Physics-Grounded AI
Physics-Informed Neural Networks: When Buildings Learn the Laws of Nature
8 Oct 20
Energy management is evolving from simple conservation tactics to smarter, physics-aware systems. Physics-Informed Neural Networks (PINNs) bring the laws of nature into AI, helping buildings optimise energy use with accuracy, efficiency, and sustainability in mind.
Executive Summary
For decades, energy has been treated as a commodity managed with blunt tools: turn the lights off, lower the thermostat, and add more solar panels. Today, a quiet revolution is happening. Physics-Informed Neural Networks (PINNs) are helping us teach machines not just to crunch numbers, but to obey the physical laws that govern our world. When paired with digital twins, this approach is reshaping how smart buildings consume energy. It’s not just efficiency. It’s the foundation of a sustainable, intelligent energy future.

The Blind Spot in AI
Artificial intelligence has dazzled us with its ability to recognise faces and translate languages. It has distilled the world’s knowledge into a chat interface we can query like a five-year-old. But in critical industries like energy, traditional AI still stumbles. This is because most algorithms continue to treat the world as a binary of inputs and outputs, far removed from the physical laws that govern us. That is the difference between broad, general-purpose AI and applied systems built for specific domains like energy.
(See: General vs Applied AI: Why Refineries Need Specialist Intelligence)
Enter Physics-Informed Neural Networks
PINNs are a different breed. Instead of learning purely from historical data, they embed the laws of physics, be it thermodynamics, electricity flow or conservation of energy, directly into the training process. Think of it this way: you’re not just telling a child to memorise math problems; you’re teaching them why math works.
In the context of buildings, PINNs help systems understand not just how energy was used yesterday, but how energy must behave under natural constraints tomorrow. When combined with digital twins, aka virtual replicas of physical systems, you suddenly get something remarkably efficient: a simulation engine that is both intelligent and faithful to reality.
Buildings That Think in Real Time
Imagine your office tower as a living, breathing organism. Its digital twin is constantly fed by smart meters, IoT sensors, and renewable energy data. A reinforcement learning agent (RLA), trained on data from this digital replica, learns how to schedule heating, cooling, and appliance use with almost surgical precision.
In one recent study published by Cornell University, when Physics-Informed Neural Networks were embedded into such a model, the results were striking. Energy use was predicted with over 97% precision, with an error margin so small it was practically negligible. More importantly, this wasn’t just an academic thesis. The PINN-embedded model cut building energy costs by 35% and raised renewable energy utilisation to 40%.
From Data Centres to Living Rooms
This is not the first instance reinforcement learning has bent the cost curve in energy. Google DeepMind used machine learning algorithms to cut its data centre cooling bills by 40%. What the Cornell publication demonstrates is that these breakthroughs are not just constrained to hyperscale facilities, but to everyday homes and offices as well.

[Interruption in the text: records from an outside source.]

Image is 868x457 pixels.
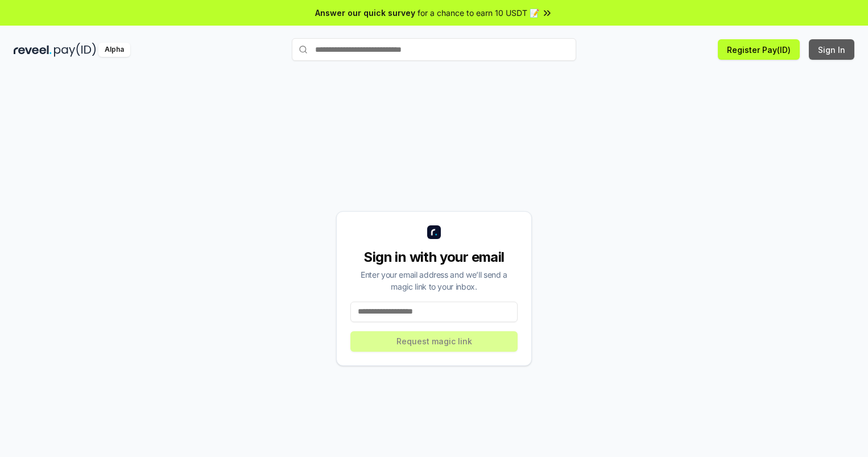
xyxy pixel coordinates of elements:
[98,42,130,57] div: Alpha
[54,42,96,57] img: pay_id
[809,39,854,60] button: Sign In
[14,42,52,57] img: reveel_dark
[351,248,518,266] div: Sign in with your email
[718,39,800,60] button: Register Pay(ID)
[351,268,518,292] div: Enter your email address and we’ll send a magic link to your inbox.
[418,7,540,18] span: for a chance to earn 10 USDT 📝
[315,7,416,18] span: Answer our quick survey
[428,225,441,239] img: logo_small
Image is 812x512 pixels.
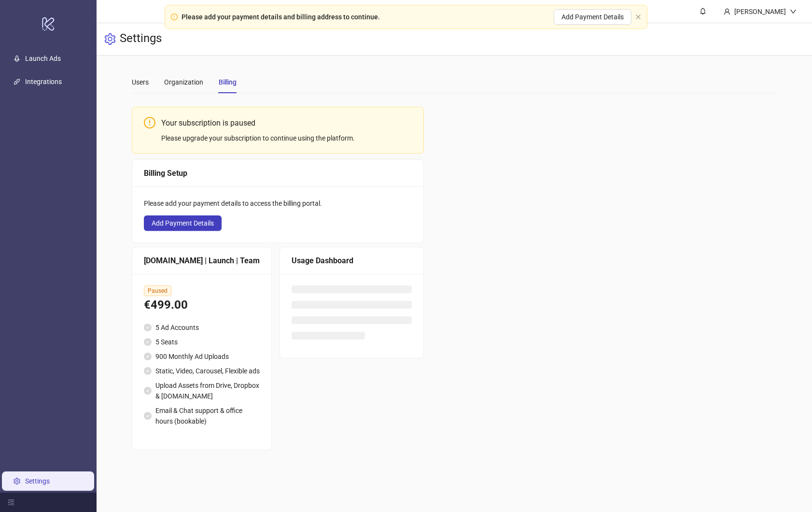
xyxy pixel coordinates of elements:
[700,8,707,15] span: bell
[132,77,148,87] div: Users
[144,167,412,179] div: Billing Setup
[144,387,152,395] span: check-circle
[182,12,380,22] div: Please add your payment details and billing address to continue.
[144,338,152,346] span: check-circle
[8,499,15,506] span: menu-fold
[144,380,260,402] li: Upload Assets from Drive, Dropbox & [DOMAIN_NAME]
[144,353,152,361] span: check-circle
[144,352,260,362] li: 900 Monthly Ad Uploads
[144,216,222,231] button: Add Payment Details
[144,296,260,315] div: €499.00
[25,478,49,485] a: Settings
[105,33,116,45] span: setting
[144,368,152,375] span: check-circle
[219,77,237,87] div: Billing
[152,220,214,227] span: Add Payment Details
[144,285,171,296] span: Paused
[144,412,152,420] span: check-circle
[144,324,152,331] span: check-circle
[161,133,412,144] div: Please upgrade your subscription to continue using the platform.
[144,198,412,209] div: Please add your payment details to access the billing portal.
[171,13,178,20] span: exclamation-circle
[120,31,162,47] h3: Settings
[562,13,624,21] span: Add Payment Details
[164,77,204,87] div: Organization
[144,255,260,266] div: [DOMAIN_NAME] | Launch | Team
[144,366,260,377] li: Static, Video, Carousel, Flexible ads
[636,14,641,20] button: close
[636,14,641,20] span: close
[730,6,790,17] div: [PERSON_NAME]
[554,9,631,24] button: Add Payment Details
[724,8,730,15] span: user
[291,255,412,266] div: Usage Dashboard
[790,8,797,15] span: down
[144,117,155,128] span: exclamation-circle
[144,322,260,333] li: 5 Ad Accounts
[161,117,412,129] div: Your subscription is paused
[25,78,62,86] a: Integrations
[25,55,61,63] a: Launch Ads
[144,337,260,347] li: 5 Seats
[144,405,260,427] li: Email & Chat support & office hours (bookable)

This democratisation matters. In the United States, household appliances alone account for nearly 30% of energy consumption in the residential building sector. Scaling smarter systems across millions of homes could do more for climate goals than any single policy change. But here’s the nuance: applying general-purpose AI isn’t enough. You need applied intelligence. You need systems tailored to the physical laws of energy grids and renewable variability.
Physics-Informed Neural Network models cut building energy costs by 35% and raised renewable energy utilisation to 40%, unlocking substantial financial and sustainability gains

Why This Matters for the Next Decade
Every leap in managing energy consumption carries compounding effects: lower costs, cleaner air, and more resilient grids. By fusing physics-grounded AI with digital twins, the focus shifts from simply optimising kilowatts to building a playbook for sustainable growth.
The transition will not be without challenges. Legacy grids, cybersecurity risks, and upfront costs introduce friction. The positive is there are several trends shaping the energy industry that signal momentum, particularly as global energy systems evolve toward smarter, more adaptive grids.
A Physics-AI Future
PINNs represent a shift toward intelligence that is grounded in the natural order of the world. When buildings can learn the rules of physics, they stop being passive consumers of energy, and instead become active participants in balancing costs and sustainability. The future of energy isn’t about doing more with less; it’s about doing better with what we already have.
Yet PINNs are just one approach within the broader landscape of physics-informed AI. Orbital, a frontier model purpose built for energy operations, has outperformed PINNs on key benchmarks, delivering not just greater accuracy, but also the scalability and efficiency required in real-world deployment.
Physics-grounded intelligence offers the roadmap to a smarter, cleaner and more resilient energy future, where every watt saved, every dollar cut, and every tonne of carbon avoided becomes the compounding interest of a more sustainable world.